I was typing the other day and I noticed how clicky my fingers sounded against the keys. It was the callouses that have come from the thousands of blood tests I've taken. Click, click on the keys. My fingers don't hurt as much as they used to, and I imagine that the nerves at their tips have long since given up the ghost. It used to be that doing even the simplest task would hurt, picking up an envelope or driving a car, anything that would bump the edges of my fingers. It was the quick movements, the stuff that you are never conscious of because you're just moving through your day. But now that pain is gone. It's much rarer for me to feel much of anything in my finger tips now, thanks to the callouses and the death of those nerves.

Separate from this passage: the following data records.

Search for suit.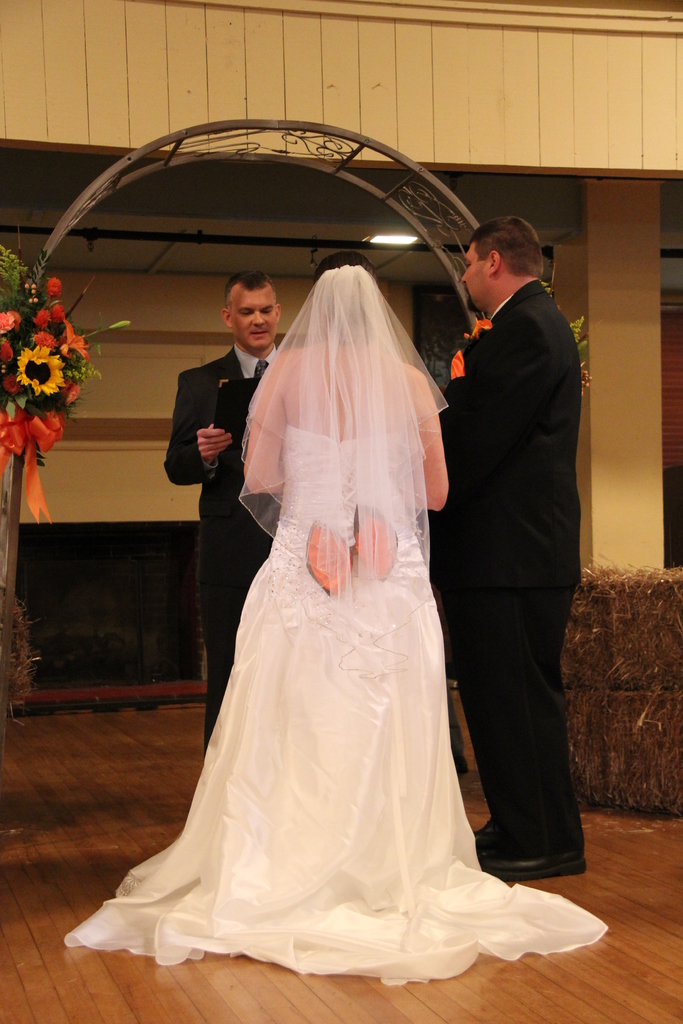
Found at rect(160, 340, 288, 756).
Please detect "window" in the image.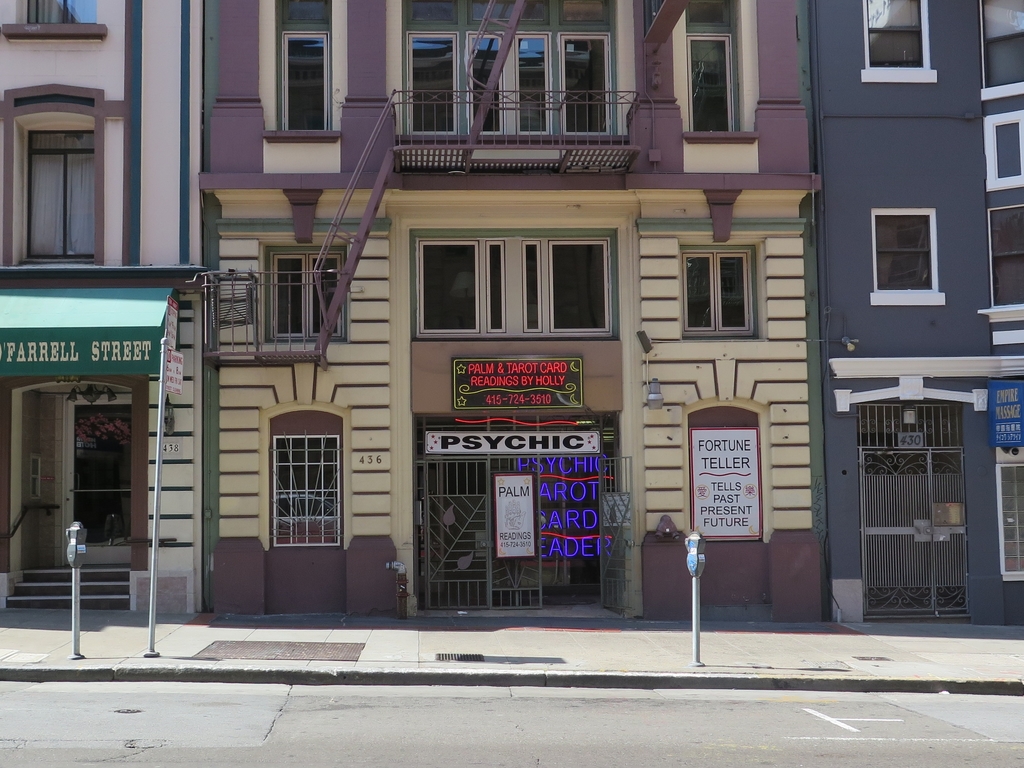
crop(17, 0, 100, 26).
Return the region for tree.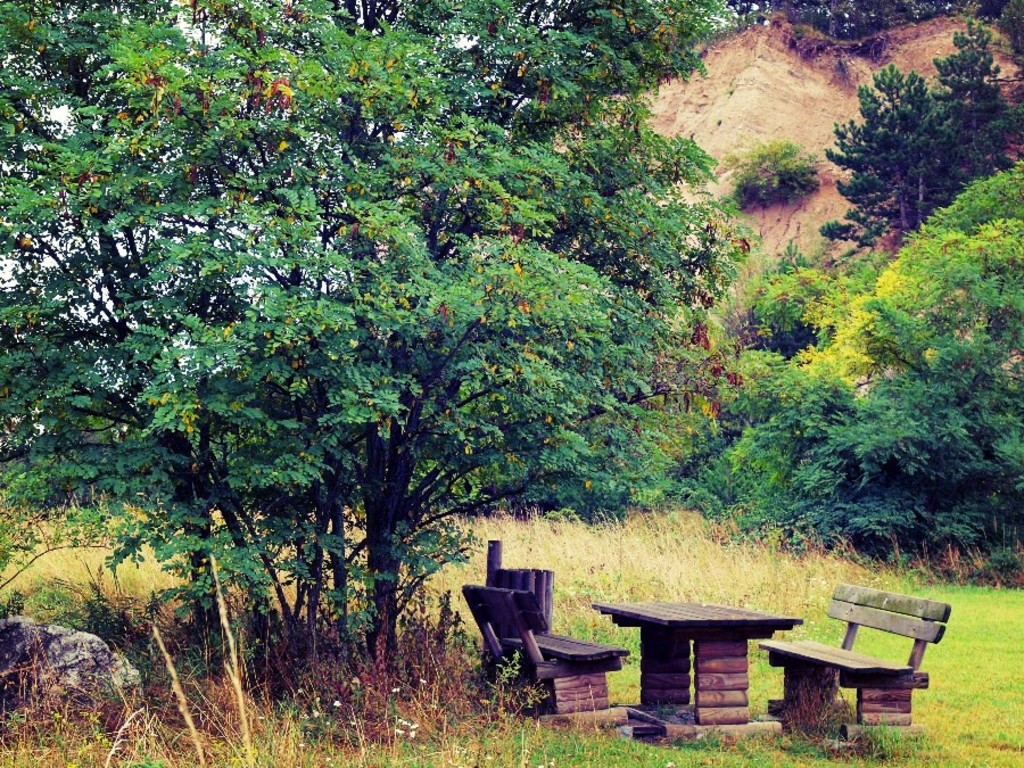
(0,0,757,700).
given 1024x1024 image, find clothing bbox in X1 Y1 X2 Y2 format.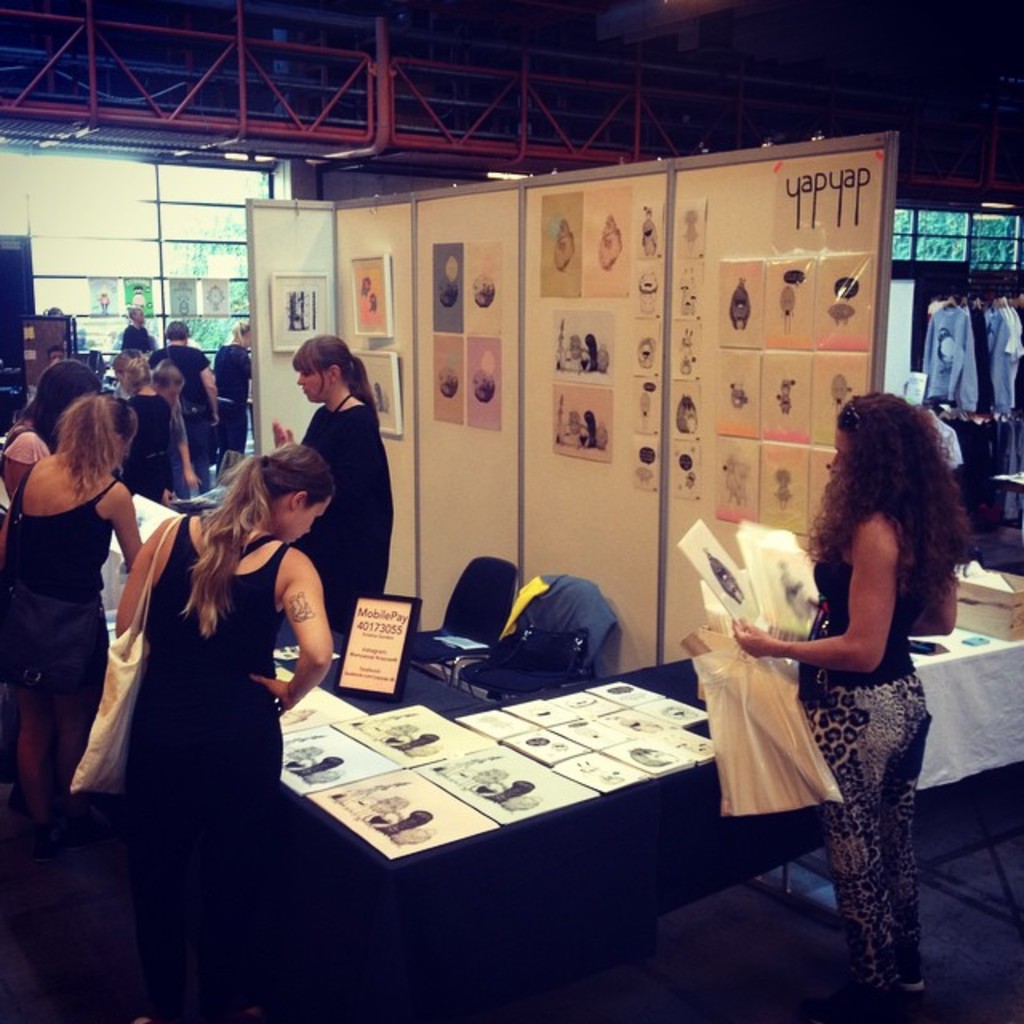
126 394 173 502.
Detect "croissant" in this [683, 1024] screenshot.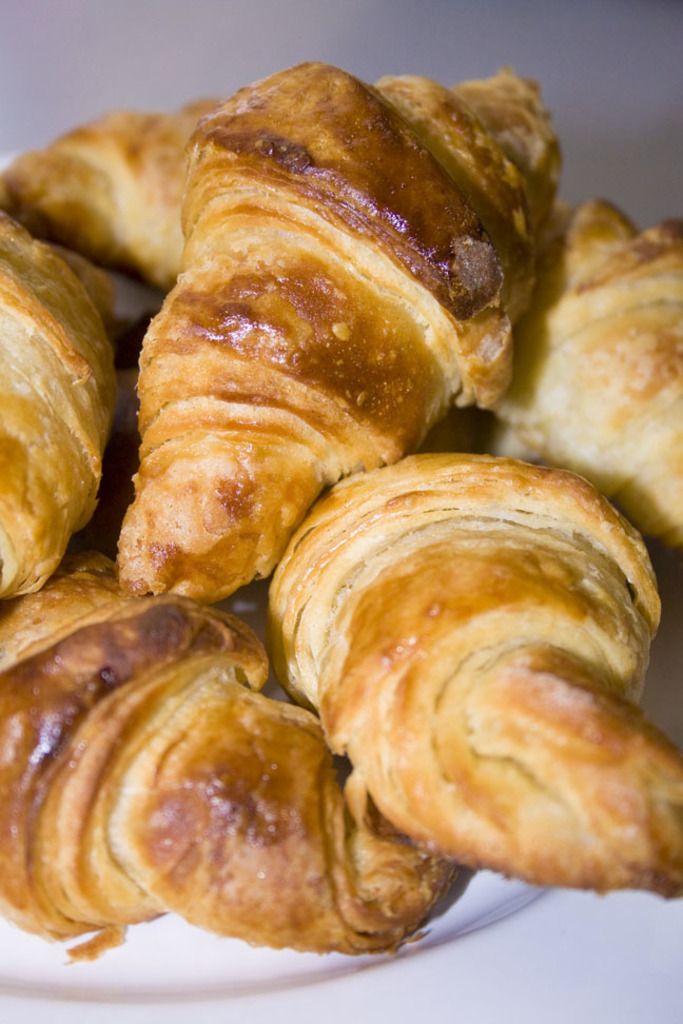
Detection: [left=0, top=55, right=561, bottom=611].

Now it's just the callouses I notice.
Click, click.
Isn't it amazing what we get used to? Isn't it amazing how strange this disease is? I see the big impacts of diabetes everyday. The constant monitoring, the unending adjustments, the persistent dialogue and decision making that goes on in my head every day like a subtitle in a foreign film. I can tell you in a minute how diabetes has changed my philosophical outlook, the many struggles it's presented and even some of the good it's brought to my life. You know, big stuff. But I realize that I'm a bit slower at noticing the smaller stuff. The details. Like the fact that my sheets are sometimes dotted with tiny blood stains from blood tests taken in the middle of the night. Or that I seem to find random test strips everywhere, like a persistent clue in some strange and personal mystery. Or the fact that my fingers click as I'm typing. Little stuff. Strange stuff. The texture and details of living with diabetes.
Yes, it's easy to see the big things about diabetes. But there are small ones too. I think it's important to notice them both.
Click, click, click.
Birdie,
You are so right. We get so used to the little things - the tiny blood stains, calloused fingers, test strips everywhere. This disease certainly is made up of a lot of little things.